The Far Side Really Likes Westerns

I recently came across a Far Side cartoon (unfortunately there’s no point linking it because they disappear after a few days and they don’t allow any kind of embedding) which was subitled “Cattle Drive Quartets”. In it four tough-looking cowboys are sitting around a campfire playing stringed instruments. One of them is saying to another:

Gus, what the hell you doin’? This is “Eine Kleine Nachtmusik,” third movement, minueto allegreto, you brainless horned toad!

Part of the humor is, of course, based on familiarity with the tropes of Westerns. These are four tough, grizzled men. They’ve spent many years able to survive on their own or in very small groups, hundreds of miles from civilization. They’ve braved outlaws, desperados, wild animals, and all manner of things. And they’ve endured enormous amounts of solitude.

For a long time, this was standard cultural knowledge. But when I had to explain some of this after showing it to my son, I realized just how much westerns are no longer part of the broader culture. In one sense this is normal enough; trends in entertainment come and go. There are various things that made Westerns especially popular in movies and TV during the 1950s and 1960s—how cheap they were to film near Hollywood, for example. And yet they were no flash in the pan. Something I learned in the biography of William Gillette (“America’s Sherlock Holmes”) was that westerns were popular in plays long before they were popular in movies, and their popularity did not abate before they became popular in movies. They were popular in radio before they became popular in television, as Gunsmoke can attest. Bonanza, which ran from 1959-1973, was commonly available as re-runs on television when I was growing up in the 1980s. For a decent time afterwards, all sorts of shows would feature a western episode, with the characters riding horses in some sort of cowboy getup.

Narrative entertainment hasn’t entirely lost its taste for westerns. In the 1990s you had films like City Slickers and Tombstone. Even as late as 2007 there was 3:10 To Yuma. Though not a western, per se, 2019’s Once Upon A Time In Hollywood was about westerns, if to some degree about their demise.

Though they’re not gone, Westerns are certainly no longer ubiquitous. I can’t help but think that’s in no small part because the sorts of virtues they make it easy to explore, people are no longer interested in. I suspect that, even more than that, Hollywood is no longer interested in them.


WHAT TO DO:
Would you find each line in the entries below with the string "Reviews" and copy it?
(SOURCE MATERIAL Opens)
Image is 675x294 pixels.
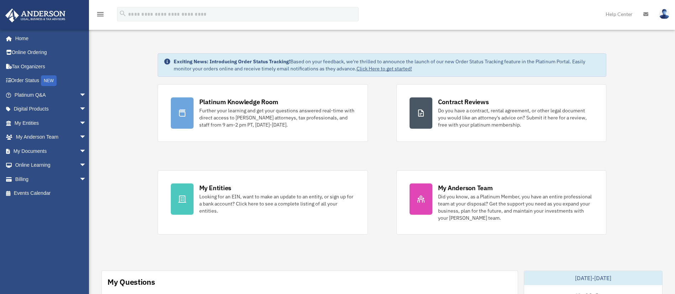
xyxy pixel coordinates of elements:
div: Did you know, as a Platinum Member, you have an entire professional team at your disposal? Get th... [438,193,594,222]
i: search [119,10,127,17]
a: Digital Productsarrow_drop_down [5,102,97,116]
i: menu [96,10,105,19]
div: [DATE]-[DATE] [524,271,662,285]
span: arrow_drop_down [79,102,94,117]
img: Anderson Advisors Platinum Portal [3,9,68,22]
span: arrow_drop_down [79,88,94,103]
a: My Anderson Teamarrow_drop_down [5,130,97,144]
span: arrow_drop_down [79,116,94,131]
span: arrow_drop_down [79,144,94,159]
div: Looking for an EIN, want to make an update to an entity, or sign up for a bank account? Click her... [199,193,355,215]
div: Platinum Knowledge Room [199,98,278,106]
div: Do you have a contract, rental agreement, or other legal document you would like an attorney's ad... [438,107,594,128]
a: Click Here to get started! [357,65,412,72]
div: My Anderson Team [438,184,493,193]
a: Platinum Q&Aarrow_drop_down [5,88,97,102]
a: Home [5,31,94,46]
a: My Documentsarrow_drop_down [5,144,97,158]
a: My Anderson Team Did you know, as a Platinum Member, you have an entire professional team at your... [396,170,607,235]
a: Tax Organizers [5,59,97,74]
div: My Entities [199,184,231,193]
span: arrow_drop_down [79,158,94,173]
img: User Pic [659,9,670,19]
a: My Entities Looking for an EIN, want to make an update to an entity, or sign up for a bank accoun... [158,170,368,235]
a: Events Calendar [5,186,97,201]
a: Order StatusNEW [5,74,97,88]
a: Platinum Knowledge Room Further your learning and get your questions answered real-time with dire... [158,84,368,142]
a: My Entitiesarrow_drop_down [5,116,97,130]
a: menu [96,12,105,19]
div: Further your learning and get your questions answered real-time with direct access to [PERSON_NAM... [199,107,355,128]
a: Online Learningarrow_drop_down [5,158,97,173]
div: NEW [41,75,57,86]
div: My Questions [107,277,155,288]
div: Based on your feedback, we're thrilled to announce the launch of our new Order Status Tracking fe... [174,58,601,72]
div: Contract Reviews [438,98,489,106]
span: arrow_drop_down [79,130,94,145]
a: Billingarrow_drop_down [5,172,97,186]
a: Contract Reviews Do you have a contract, rental agreement, or other legal document you would like... [396,84,607,142]
strong: Exciting News: Introducing Order Status Tracking! [174,58,290,65]
span: arrow_drop_down [79,172,94,187]
a: Online Ordering [5,46,97,60]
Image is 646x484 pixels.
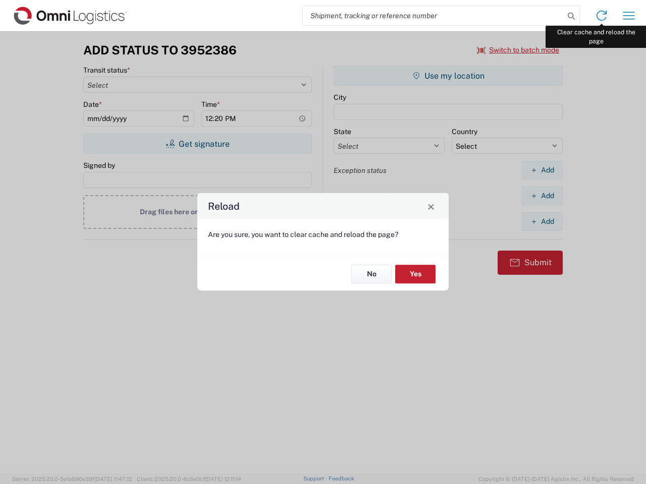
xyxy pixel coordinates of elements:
button: Yes [395,265,435,284]
button: Close [424,199,438,213]
h4: Reload [208,199,240,214]
p: Are you sure, you want to clear cache and reload the page? [208,230,438,239]
input: Shipment, tracking or reference number [303,6,564,25]
button: No [351,265,392,284]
(SOURCE MATERIAL Closes)
OUTPUT BELOW:
div: Contract Reviews [438,98,489,106]
a: Contract Reviews Do you have a contract, rental agreement, or other legal document you would like... [396,84,607,142]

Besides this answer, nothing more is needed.